Via Colfax.
Archive for the 'Computers and Software' Category
Damn. I remember a lot of these ancient video games - not usually from having them, but from seeing them in stores, in Sears catalogues, and such like. I had the advantage of a father with an electronics background; he wasn’t averse to getting us these kinds of games, but he also pushed me in the direction of computers. Not that it took much of a push!
Via TwentySided.
Not for the operating system itself. No, no, no.
For opening the box it comes in.
Some things simply defy parody.
One of the funnier bits in the early seasons of offbeat scifi epic Red Dwarf has the gang, fleeing from yet another twisted alien overlord, bemoan “How come we never meet anyone nice?”
I’ve always wondered the same thing about AIs, and Dean Esmay writes entertainingly about the prospect for friendly AI in fiction, specifically, the Terminator TV show currently airing.

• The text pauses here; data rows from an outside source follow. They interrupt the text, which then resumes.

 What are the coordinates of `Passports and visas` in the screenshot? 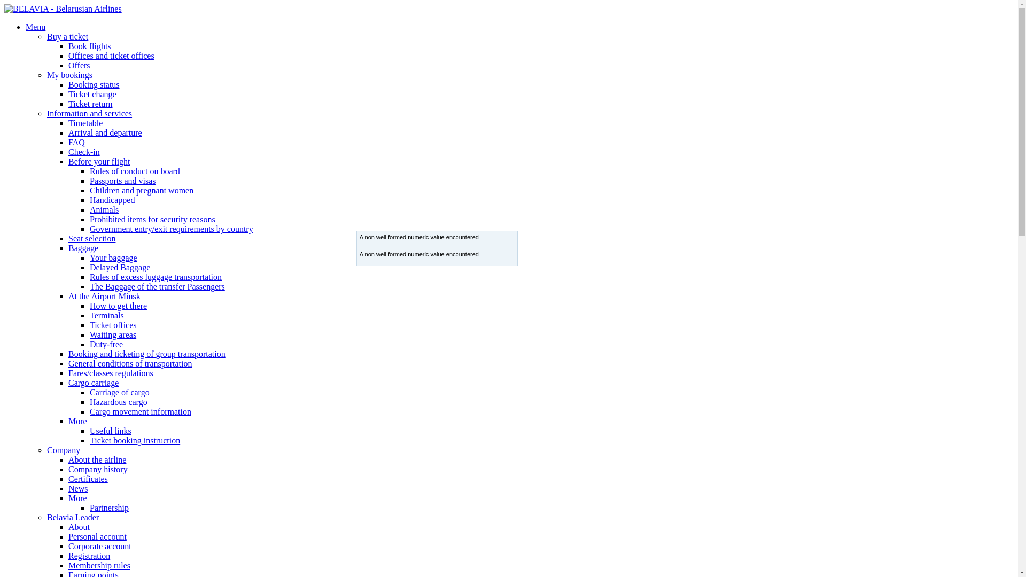 It's located at (123, 181).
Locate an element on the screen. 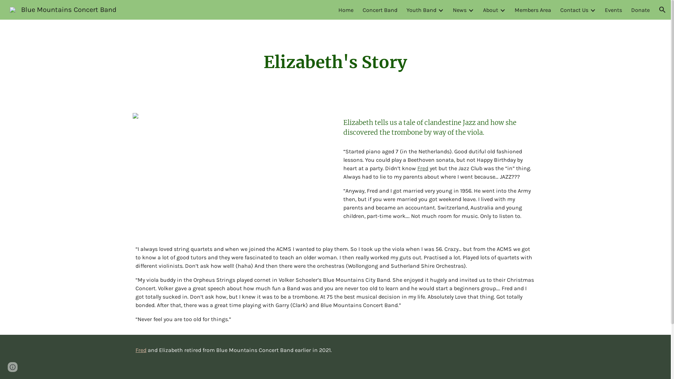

Coding Sanity bites the bullet and upgrades from buggy, slow Vista to the high-performance reliability of Windows XP. Snicker.

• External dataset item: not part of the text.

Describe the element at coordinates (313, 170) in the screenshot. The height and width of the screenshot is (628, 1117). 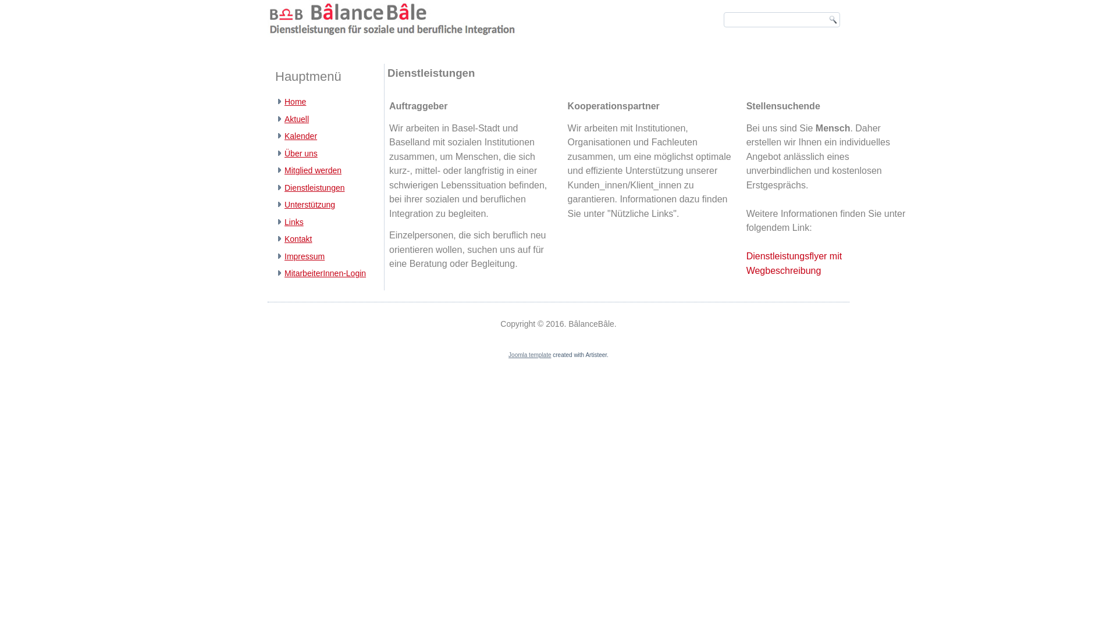
I see `Mitglied werden` at that location.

My own Vista experiences have been relatively painless, at least personally, for the very good reason that I didn’t install it on any of the machines that I actually use. My long-suffering assistant has a laptop with Vista pre-installed; it’s a buggy, slow, piece of crap. It sucks to be her, and not just because she has to work for me. (I’ve got a desktop with XP for her, but we’re still working on getting it hooked up to the Internet so she can use a real computer again.)
So why DID Microsoft drop billions in R&D and untold billions in direct programming costs to shoot themselves in the foot? I don’t know, but I can guess: it’s the same reason that schools of education are still trying to find new ways of performing basic pedagogy 2500 years after the principles were first, and adequately, laid out. It’s boring to do things the same old way. It’s boring to say to people “this is our OS core, and it will remain stable into the indefinite future, and other than bug fixes and new device drivers, we will leave the kernel untouched.”
Programmers love to re-invent the wheel. Re-inventing the wheel is fun, satisfying, and achievable - and this time, we’ll do it properly with our new wheel flange code… Microsoft has a lot of programmers to keep happy and maybe throwing umpteen thousand person-years of programming time at reworking something that was working perfectly well is the best way for them to do that.
I just wish the rest of us didn’t have to use the resulting crap code.